Precisely what happened during the execution of convicted murderer and rapist Clayton Lockett remains unclear. Witnesses described the man convulsing and writhing on the gurney, as well as struggling to speak, before officials blocked the witnesses from seeing.

It was the state’s first time using a new, three-drug cocktail for an execution.

Thirty-two U.S. states have the death penalty, as does the U.S. government and the U.S. military. Since 2009, three states — New Mexico, Connecticut, and Maryland — have voted to abolish it.

States that have capital punishment have been forced to find new drugs to use sinceEuropean-based manufacturers banned U.S. prisonsfrom using theirs for executions. One of those manufacturers is the Danish company Lundbeck, maker of pentobarbital.

‘There was chaos’

Lockett lived for 43 minutes after being administered the first drug, CNN affiliate KFOR reported. He got out the words “Man,” “I’m not,” and “something’s wrong,” reporter Courtney Francisco of KFOR said. Then the blinds were closed.

Other reporters, including Cary Aspinwall of the Tulsa World newspaper, also said Lockett was still alive and lifted his head while prison officials lowered the blinds so onlookers couldn’t see what was going on.

Dean Sanderford, Lockett’s attorney, said his client’s body “started to twitch,” and then “the convulsing got worse. It looked like his whole upper body was trying to lift off the gurney. For a minute, there was chaos.”

Sanderford said guards ordered him out of the witness area, and he was never told what had happened to Lockett, who was convicted in 2000 of first-degree murder, rape, kidnapping and robbery.

After administering the first, “We began pushing the second and third drugs in the protocol,” said Oklahoma Department of Corrections Director Robert Patton. “There was some concern at that time that the drugs were not having the effect.
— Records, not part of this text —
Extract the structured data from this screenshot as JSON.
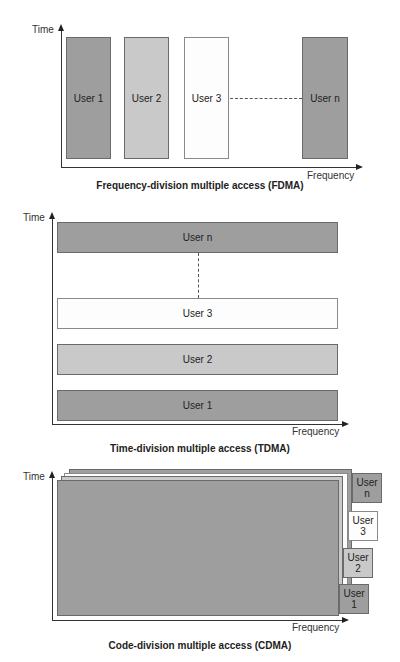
{
  "colors": {
    "dark_block": "#9e9e9e",
    "light_block": "#c9c9c9",
    "white_block": "#fdfdfd",
    "border": "#6a6a6a",
    "axis": "#333333"
  },
  "fdma": {
    "y_axis_label": "Time",
    "x_axis_label": "Frequency",
    "caption": "Frequency-division multiple access (FDMA)",
    "blocks": [
      {
        "label": "User 1",
        "shade": "dark"
      },
      {
        "label": "User 2",
        "shade": "light"
      },
      {
        "label": "User 3",
        "shade": "white"
      },
      {
        "label": "User n",
        "shade": "dark"
      }
    ]
  },
  "tdma": {
    "y_axis_label": "Time",
    "x_axis_label": "Frequency",
    "caption": "Time-division multiple access (TDMA)",
    "blocks": [
      {
        "label": "User n",
        "shade": "dark"
      },
      {
        "label": "User 3",
        "shade": "white"
      },
      {
        "label": "User 2",
        "shade": "light"
      },
      {
        "label": "User 1",
        "shade": "dark"
      }
    ]
  },
  "cdma": {
    "y_axis_label": "Time",
    "x_axis_label": "Frequency",
    "caption": "Code-division multiple access (CDMA)",
    "tabs": [
      {
        "line1": "User",
        "line2": "n",
        "shade": "dark"
      },
      {
        "line1": "User",
        "line2": "3",
        "shade": "white"
      },
      {
        "line1": "User",
        "line2": "2",
        "shade": "light"
      },
      {
        "line1": "User",
        "line2": "1",
        "shade": "dark"
      }
    ]
  }
}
So the doctor observed the line and determined that the line had blown.” He added that Lockett’s vein had “exploded.”

The execution process was halted, but Lockett died of a heart attack, Patton said.

Precisely what occurred remains unclear. Oklahoma Gov. Mary Fallin issued a statement saying that “execution officials said Lockett remained unconscious after the lethal injection drugs were administered.”

The state halted the execution of another inmate, Charles Warner, which was scheduled for later in the day. “I notified the attorney general’s office, the governor’s office of my intent to stop the execution and requested a stay for 14 days,” said Patton.